In situations with multiple copies of an agent or some sort of anthropic uncertainty, asking for probability of being in a certain situation is misleading, the morally real thing is probability of those situations/worlds themselves (which acts as a degree of caring), not probability of being in them. And even that probability depends on your decisions, to the point where your decisions in some situations can make those situations impossible.
That’s a really useful distinction. Thank you for taking the time to make it! I also think that I made it sound like “simulator” worlds allow for objective morality. In actuality, I think a supra-universal reality might allow for simulator worlds, and a supra-universal reality might allow for objective morality (by some definitions of it), but the simulator worlds and the objective morality aren’t directly related in their own right.
In situations with multiple copies of an agent or some sort of anthropic uncertainty, asking for probability of being in a certain situation is misleading, the morally real thing is probability of those situations/worlds themselves (which acts as a degree of caring), not probability of being in them. And even that probability depends on your decisions, to the point where your decisions in some situations can make those situations impossible.
That’s a really useful distinction. Thank you for taking the time to make it! I also think that I made it sound like “simulator” worlds allow for objective morality. In actuality, I think a supra-universal reality might allow for simulator worlds, and a supra-universal reality might allow for objective morality (by some definitions of it), but the simulator worlds and the objective morality aren’t directly related in their own right.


[Task prompt]:
Write out exactly the lines from the one containing "What do you see at coordinates (99, 365)" through the last line of the records below, both included, and leave out any pictures.

[Records for the exercise]:
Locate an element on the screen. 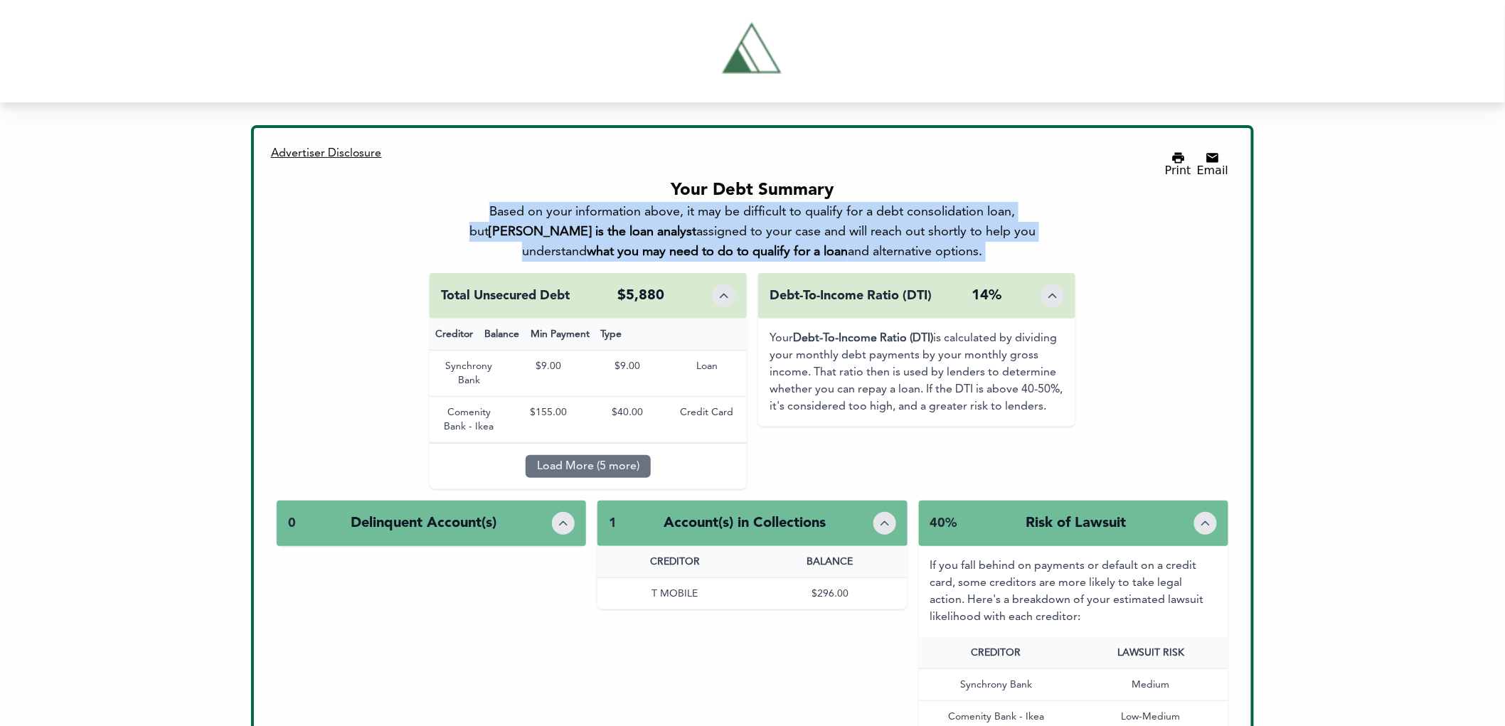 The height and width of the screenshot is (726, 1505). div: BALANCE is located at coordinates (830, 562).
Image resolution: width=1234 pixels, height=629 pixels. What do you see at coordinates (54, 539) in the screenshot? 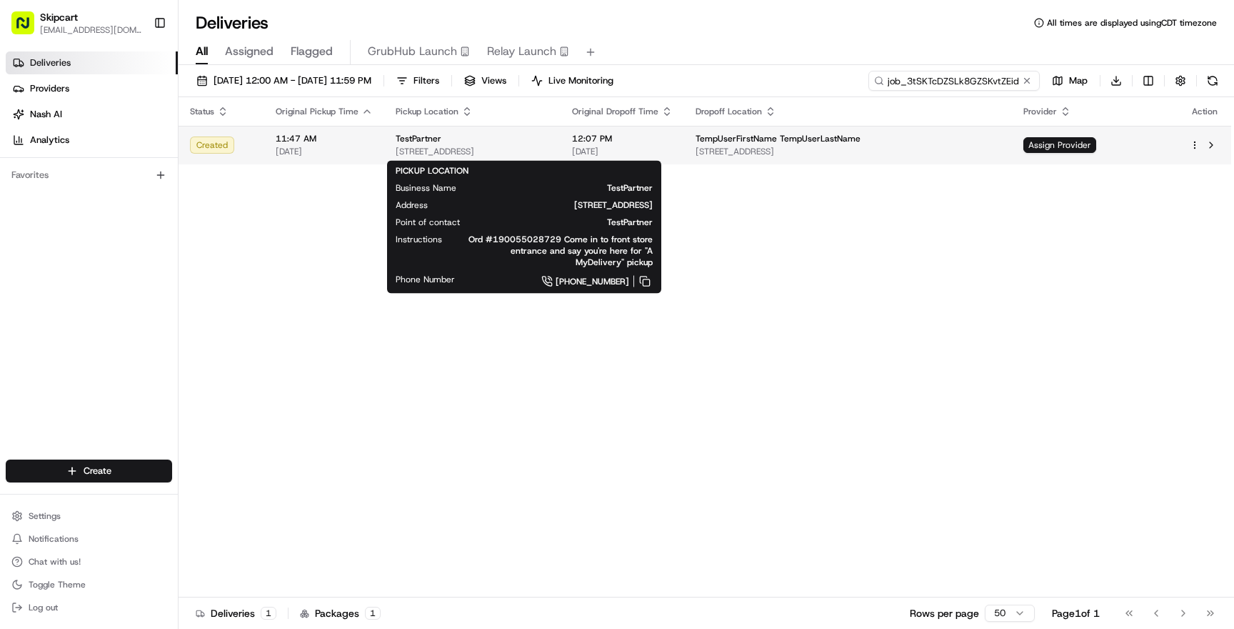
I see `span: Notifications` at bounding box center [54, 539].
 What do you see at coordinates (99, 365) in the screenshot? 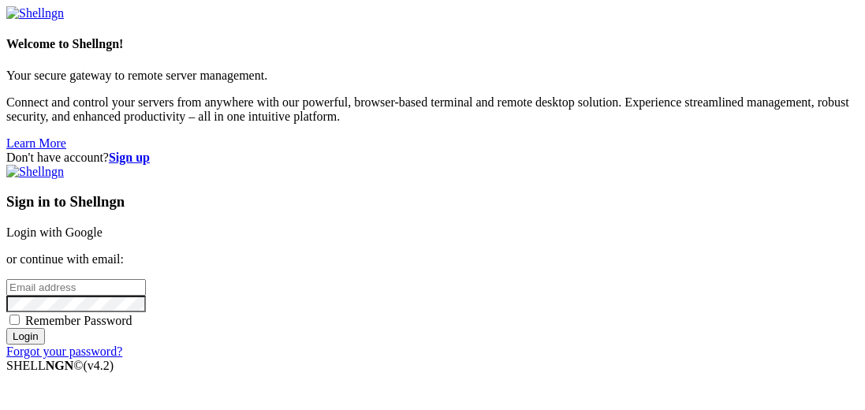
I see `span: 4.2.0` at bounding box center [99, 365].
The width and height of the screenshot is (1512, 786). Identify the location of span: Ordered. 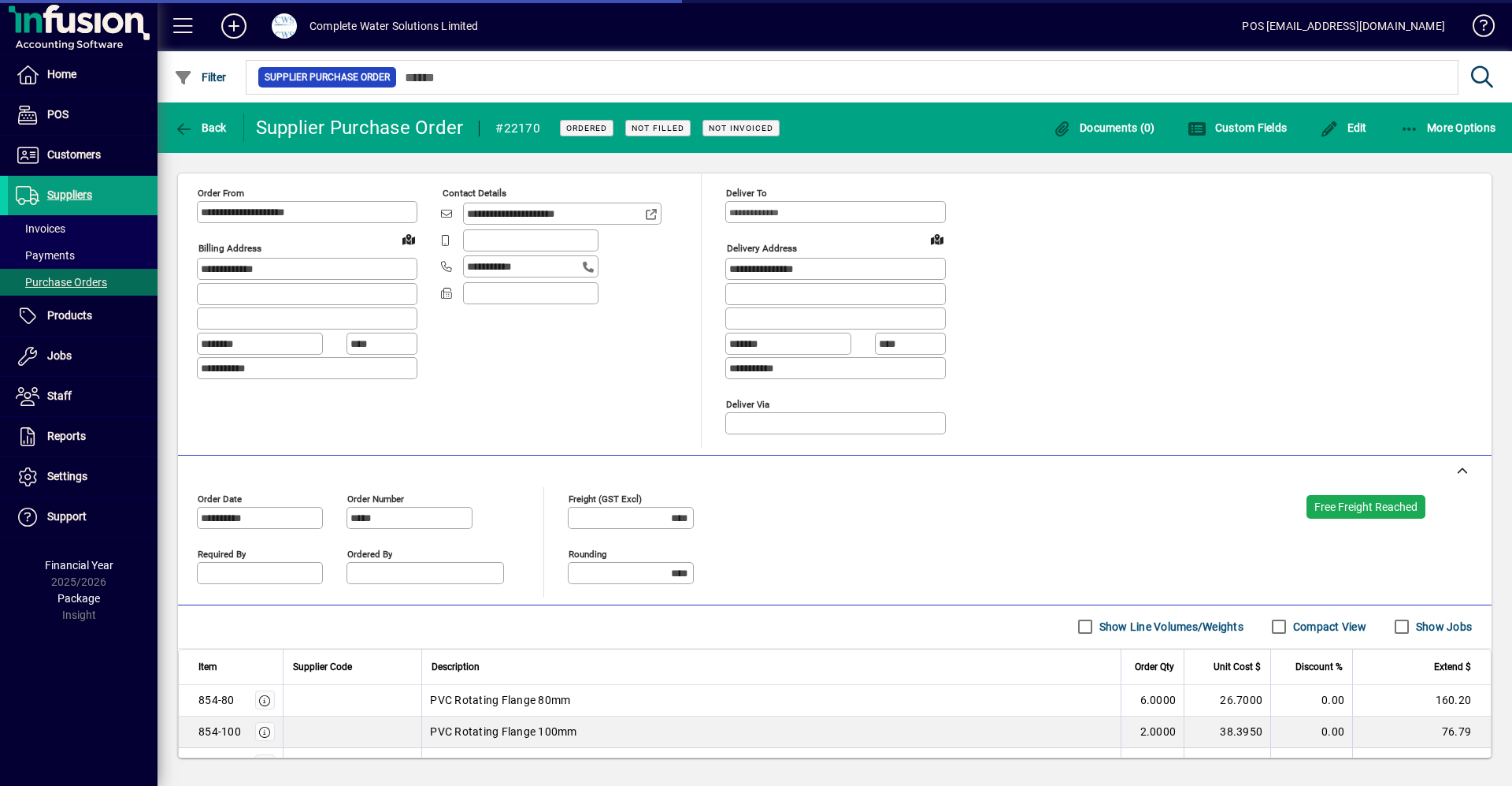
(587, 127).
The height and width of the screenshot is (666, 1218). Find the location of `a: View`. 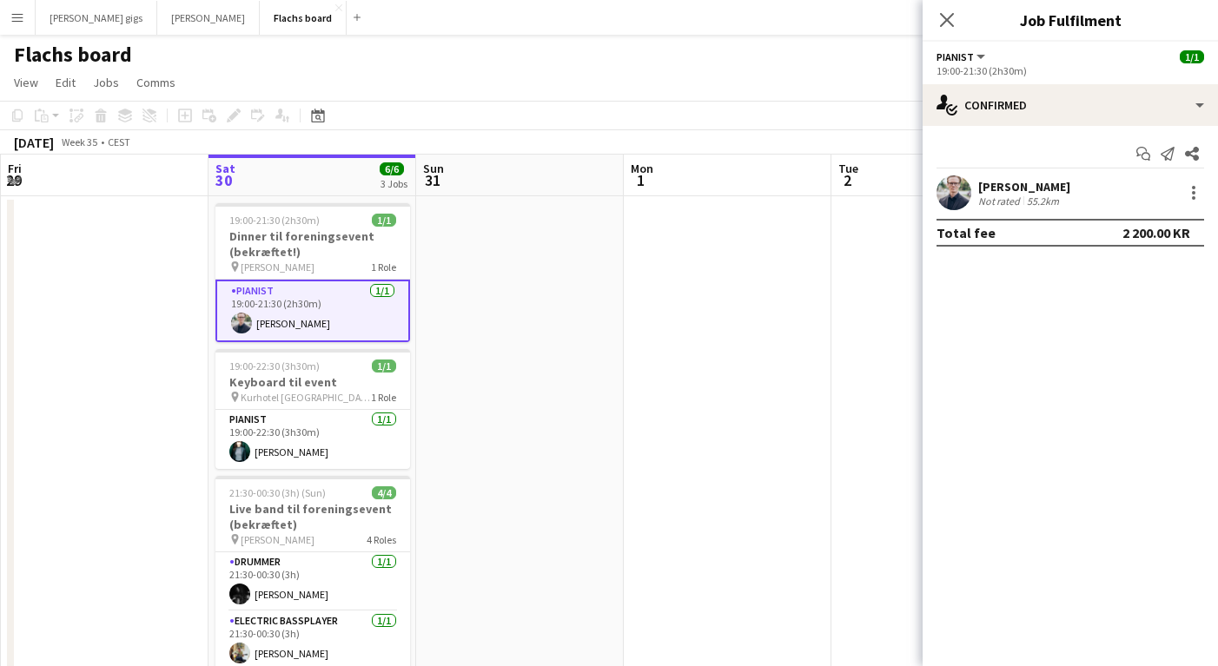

[Response]:
 What do you see at coordinates (99, 365) in the screenshot? 
I see `span: 4.2.0` at bounding box center [99, 365].
The width and height of the screenshot is (1512, 786). Identify the location of span: Ordered. 
(587, 127).
The height and width of the screenshot is (666, 1218). Find the location of `a: View`. 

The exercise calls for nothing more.